Week in review
Railway resources rejected, new GOP Senate candidate, plus criminals, dead cats, cotton and a boa
Railway resources rejected
Virginia has rejected a share of $2.4 billion in federal high-speed rail funds that two dozen states, plus Washington, D.C., and Amtrak, are competing for. State officials estimate that a proposed rail line between Richmond and Washington won't be completed until 2021. To receive 100 percent federal stimulus funding, the project must be completed by 2017.
A Department of Rail and Public Transportation spokeswoman says the state would have to return the federal money if it didn't meet the deadline. The state also doesn't have a 20 percent match needed to obtain money from another federal rail fund.
More hats in the ring
Chesapeake Bishop Earl W. Jackson Sr. has decided to run against former governor George Allen and tea-party activist Jaime Radtke for the Republican nomination to Democrat Jim Webb's soon-to-be-vacant Senate seat. Jackson is the founder of Exodus Faith Ministries, a former lawyer, and a tea-partier.
Jackson's announcement comes a day after former governor Timothy M. Kaine announced his intention to run for the Democratic nomination. The Senate race will be one of the most closely watched elections in the country.
Paying the price
It's a common story: two men and their companies target conservative, elderly investors and sell more than $11 million in unregistered securities. But this time, they're paying a high price. Virginia regulators imposed a $37.4 million penalty Wednesday on Julius Everett Johnson and Walter Ray Reinhardt for 3,743 violations of the state securities act. The State Corporation Commission imposed a maximum penalty of $10,000 for each violation. The penalty will be waived if the men pay restitution of about $11.35 million within the next year to Virginia investors.
Unwelcome guest
At 3 a.m. Wednesday morning, Shirley Edwards woke up to find an unwelcome guest inhabiting her bathroom. A 3 to 4 foot long boa constrictor had meandered out of a plush rocking chair Edwards had purchased from her neighbor and slithered upstairs to search for food.
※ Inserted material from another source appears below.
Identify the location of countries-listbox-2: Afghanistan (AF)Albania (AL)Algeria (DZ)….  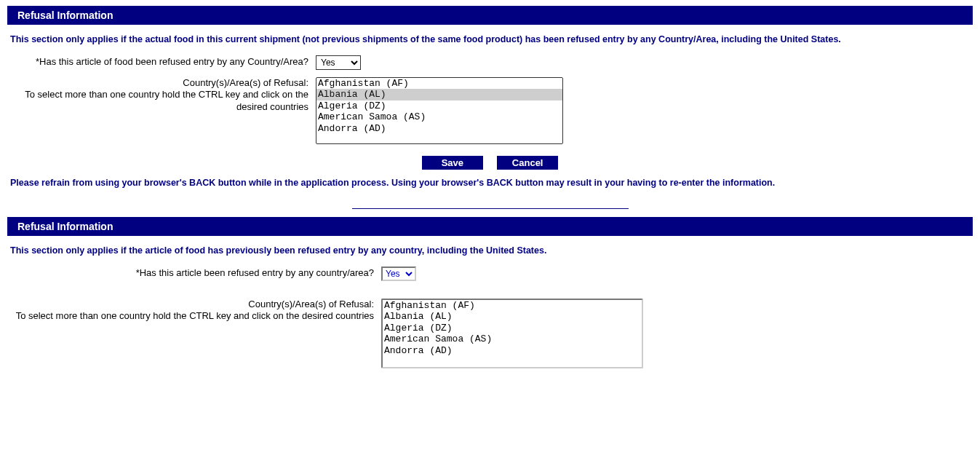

Edwards and her son called Richmond police, who removed the snake and returned it to its owner, but not before Edwards was very shaken up. "I didn't sleep all that good," she told WSLS news on Thursday.
Conviction
A 14-year-old Virginia boy convicted of participating in the fatal beating of an Arizona man has been sentenced Wednesday to a juvenile detention center until he turns 21. The teen was convicted in juvenile court of first-degree murder on Feb. 28. He was 13 at the time of the attack in Lynchburg.
Prosecutors say in September the youth and two other teenagers attacked 81-year-old George Baker III of Tempe, Ariz. Baker died the next day. He was in Lynchburg for his granddaughter's wedding. Kenneth Davis, 17, was tried as an adult and convicted of first-degree murder in March. The case against the other co-defendant, 16-year-old Vernon Jackson, is pending.
Cats killed
Authorities in Fairfax County have found at least 20 dead cats at a Herndon home. Lucy Caldwell, a county police spokeswoman, says an animal control officer was called to Herndon for a report of two dogs running loose Tuesday afternoon and chased the dogs into the backyard of a home on Summerfield Drive. While there, Caldwell says the officer spotted what appeared to be a dead cat in the window and called Herndon police.
Police obtained a search warrant to enter the house, where they found 20 to 30 cats. Authorities could not find the owner of the home. Caldwell says Herndon zoning officials have declared the house uninhabitable.
GPS
Fairfax County Police did nothing wrong when they failed to get a warrant before using GPS technology to track a registered sex offender's movements, the Virginia Court of Appeals ruled unanimously Tuesday.
In 2008, police investigating a series of sexual assaults in northern Virginia planted a global positioning system device on the bumper of a van driven by David L. Foltz Jr., a registered sex offender on probation. After GPS data indicated the van had been near the scene of another sexual assault, police decided to follow Foltz in person. From the evidence they gathered, Foltz was convicted of abduction with intent to defile and sentenced to life in prison. Foltz argued the evidence against him should be suppressed because the use of the GPS device violated his Fourth Amendment privacy rights.
Cotton climbs, peanuts plummet
Virginia cotton producers expect to plant 125,000 acres this season, up more than 50 percent from last year. Record high prices for cotton are fueling the increased interest. The last time the 100,000-acre mark for cotton was reached was in 2006.
The Virginia Department of Agriculture and Consumer Services also reports increased acreage for soybeans and corn, but a decline for peanuts. Soybean growers expect to plant nearly 600,000 acres, up 30,000 acres from a year ago. Corn plantings are expected to increase 20,000 acres to 510,000. On the down side, peanut producers will plant 14,000 acres, down 4,000 acres from last year.